Lost on Lemnos

Sep 27, 2010

Where Pigs Rule

In the daylight they are nowhere, but at night they play. They trample through orchards and stampede past campers in the mountains, waking them from their sleep as they root across the meadow in the light of the full moon - and if there is any doubt as to what those shapes are in the darkness - "What are those?! Goats?! Sheep?!" - then they stop, look arrogantly your way, and snort like only a 200-pound pig can do. Two nights in a row now they have alarmed me out of my sleeping bag, once so close that, while I couldn't see the animals in the brush, I felt the ground shaking as they thundered through.

Two nights ago I camped atop a 6000-foot pass west of Antalya. I had been eying it for weeks on my map, the highest paved patch of Turkey in the region, and I knew I would get there. Just as gravity pulls all things back to Earth, I was destined to sleep on that high saddle. As circumstances turned out, I met a friend up there; she, a backpacker from Australia, hitch-hiked and I biked, and we rejoined paths at about 5 p.m. with the best view in the county. She and I walked along the road a quarter mile before turning up a gully. We hopped a fence and made our way out of sight of the road, found a treeless alpine meadow peppered with goat droppings and called it home. All I wanted by this point in the long day was a drink of wine. We had a 1.5 liter bottle which, mysteriously, would have little to zero effect on either of us even after the whole thing was drained.

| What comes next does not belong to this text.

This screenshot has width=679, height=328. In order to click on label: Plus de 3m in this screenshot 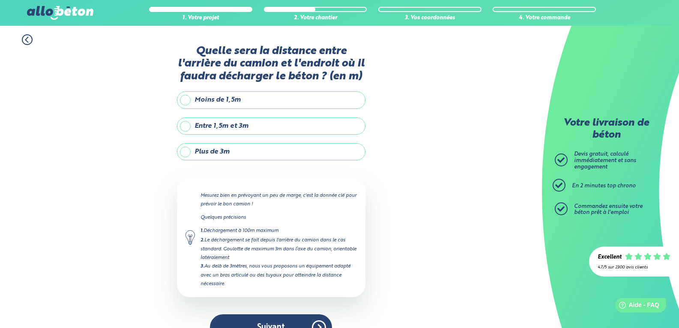, I will do `click(271, 152)`.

That night as we slept, a herd of sheep came through first. The pigs came later. We guessed a leopard would be next - but we just saw more pigs, a second gaggle trotting through the moonlight and trailed by a handful of scurrying piglets. We left in the morning, by bike and bus, and both headed for Kas, 135 kilometers away. I slept in an olive orchard two miles from the busy waterfront, and again pigs came.

Pigs live a fairly safe life here. Muslims, near as I understand, will not eat them, and the packs fear nothing, only avoiding campers by instinctual tendency, I suppose. Last night - my closest encounter - had me trembling and looking for the best tree to climb in case the swines made a go at me.

Kate the Australian and I are both booked into rooms at one Melmet Pension in Kas. The town is a beach resort overrun with Europeans. Every other local tries to coerce you into staying at their uncle's pension, and at the cafes the waiters only turn friendly once it's clear that you will be ordering a full meal. I want out. This will likely be my last room for some time, and so have spent extra time in the shower washing my shirts, my putrid socks, and my canvas shopping bag, which I used this afternoon on a mountain top for filtering out my second batch of road wine. It has, unfortunately, a nagging flavor of garlic on account of several rotten cloves that I unknowingly left in the bag. So we may just buy a bottle.

I am heading inland tomorrow, toward Saklikent National Park. My map shows a fun cartoon image of an antelope there (I saw several today) and I hope I may get lucky and see a brown bear.